Reason Over Passion is a negotiation between land and the systems that govern it. Wieland positions the camera out of the windshield of a car, following different vastnesses of the Canadian landscape; roads, hills, clouds. There is a loneliness in the unspecific, as illustrated by Alfred Stieglitz’s Equivalents — a series of abstract sky photographs from 1928 that are, in essence, interchangeable — the exact location or coordinates become irrelevant, allowing the cloud to emerge as a universal and widely recognizable image & signifier. Wieland traverses this ecological vagueness, occasionally reaching a punctuation mark; the Canadian flag and Trudeau’s visage gives direction, a clue in a scavenger hunt, coupled by the sound of a subtle alarm, rhythmically imposing order and governance.
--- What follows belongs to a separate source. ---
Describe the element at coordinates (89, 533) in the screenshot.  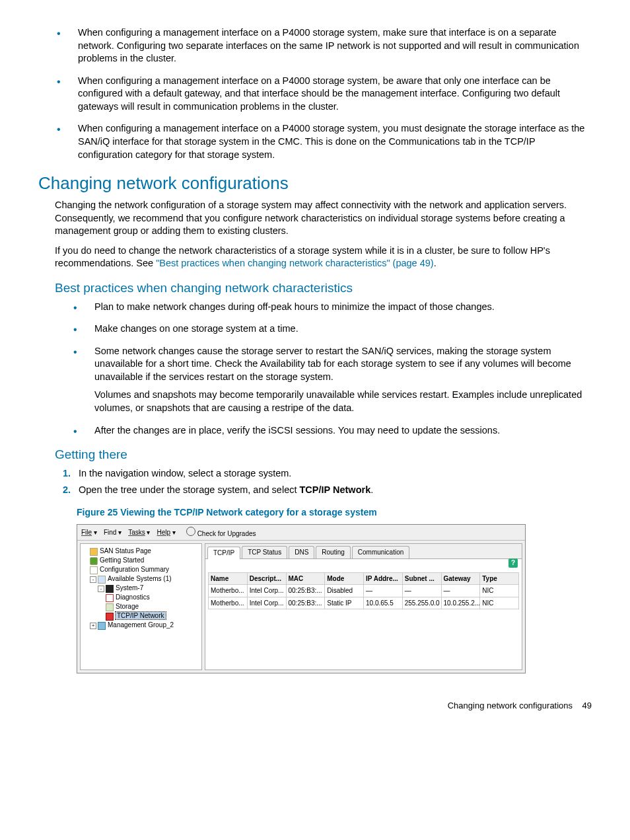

Same goes for a cupcake, a dog, collecting coordinates through their image and persistence. Soon and quickly engulfed by a sea of snow, sky and grass. Wieland endures the land, working through it, out a window, through a screen moving quickly.
Total Run Time: 80 minutes.
Format: 16mm.
The Film-Makers’ Cooperative (a.k.a. New American Cinema Group) is the largest archive and distributor of independent and avant-garde films in the world. Established in 1961 by a group of 22 path-breaking moving image artists (including Andy Warhol, Jonas Mekas, Shirley Clarke, and Stan Brakhage), the Coop has more than 5,000 films, videotapes, and DVDs in its collection.